The other reason (for this switch) was the complexity and overhead of upcasting events. Kafka offers a schema registry that best works for evolving event schema definitions, which is superior to Axon’s upcasting model. The Kafka schema registry also supports apache AVRO, which is superior to Axon’s current message serializers - Jackson and Xstream.

Holixon has provided documentation and tooling to enable compatibility for Axon with Avro here. It’s pretty challenging to follow as their project is still under development. As far as I know, they are yet to support confluent’s schema registry for publishing and upcasting schema definitions.

In conclusion;
Kafka has allowed us to stream events amongst axon-based microservices and between Axon and non-axon actors. However, the supported serialization tooling - Jackson and Xstream have become insufficient as we need a distributed source of truth for our event schemas. Avro is well suited for the job; however, its general support is somewhat ‘lacking’. We need full support (if possible) for Apache Avro and Kafka Schema Registries, as it would unlock tremendous value in addition to what Axon already offers.

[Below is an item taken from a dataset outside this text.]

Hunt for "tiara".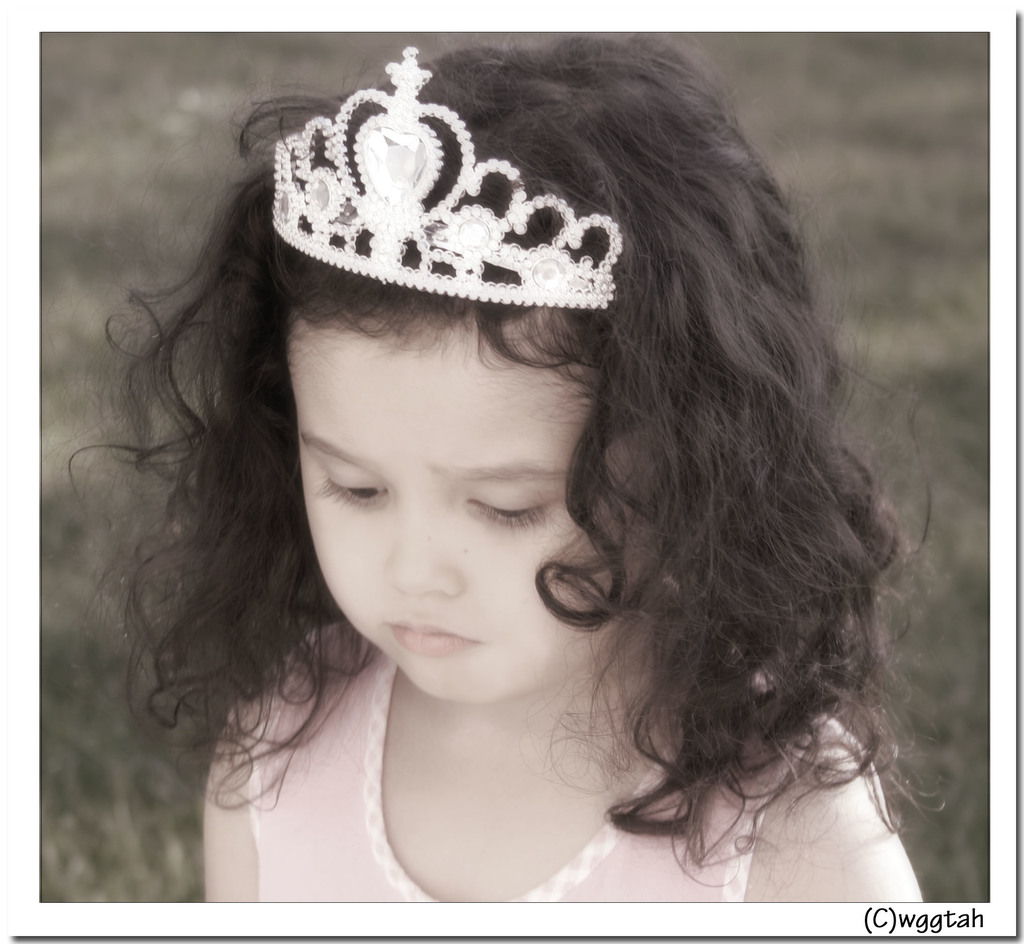
Hunted down at left=266, top=46, right=624, bottom=313.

I need as much help as possible in integrating our Axon Microservices with Apache Avro + Confluent’s Kafka Schema Registry + Upcasting.

Best,
Kahiga Kiguru

I would not go as far as saying working with schema’s is superior to upcasting. Also please note that with schema’s to be backwards compatible, you need default values.

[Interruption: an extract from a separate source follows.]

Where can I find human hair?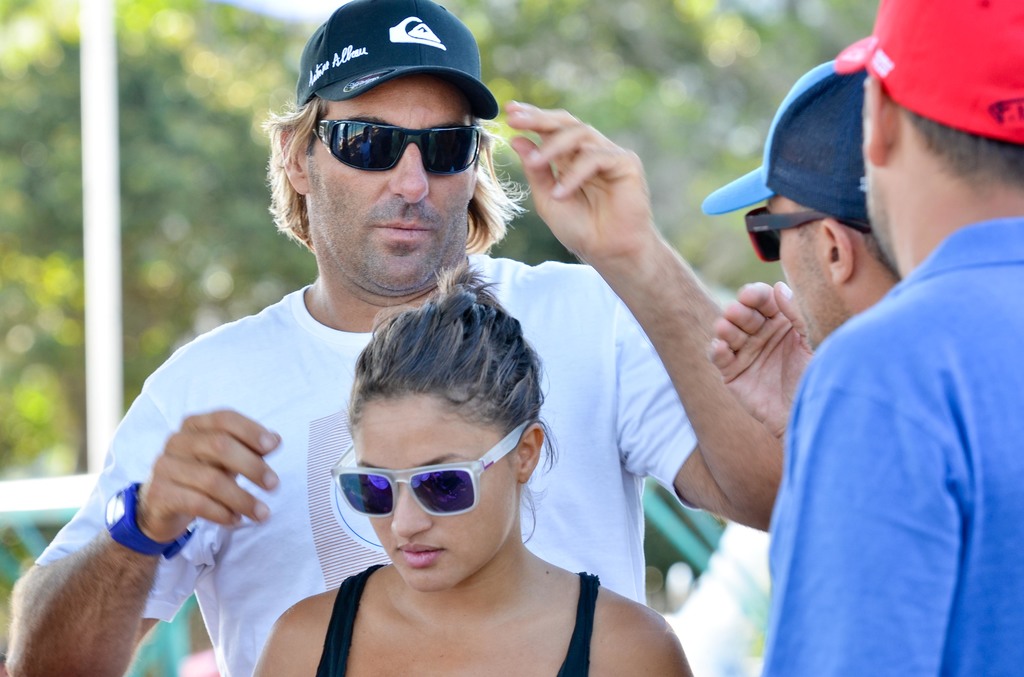
You can find it at locate(894, 97, 1023, 198).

With Axon, when you have default values, you don’t need an upcaster. Also you are indeed free to use a different serializer.

I don’t think it should be hard to wrap the Confluent Avro Serde to create a Axon Serializer. But please realize this is not a golden bullet. As now you need some way to have schema’s and update them when there are changes. Yes, this can be done in such an API module, but it can be quite complicated.

For example you need to map the schema’s to the topics you want to use. Which depending on the strategy chosen can be hard. You could also auto register schema’s, but in that case you need good tests to ensure the changes are backwards compatible (or how you configured schema registry).

At the end I’m not sure it’s worth it, over using Jackson, and guarantee not to make braking changes. As long as you don’t remove fields, new data can still be read with ‘old’ Java Pojo’s. And if you add defaults, ‘old’ data can be read with the new Java Pojo’s.

For ML you could also have a ‘pure’ JSON serializer, that doesn’t even case about the original class. This is something I just thought of now, and might be interesting to add to framework.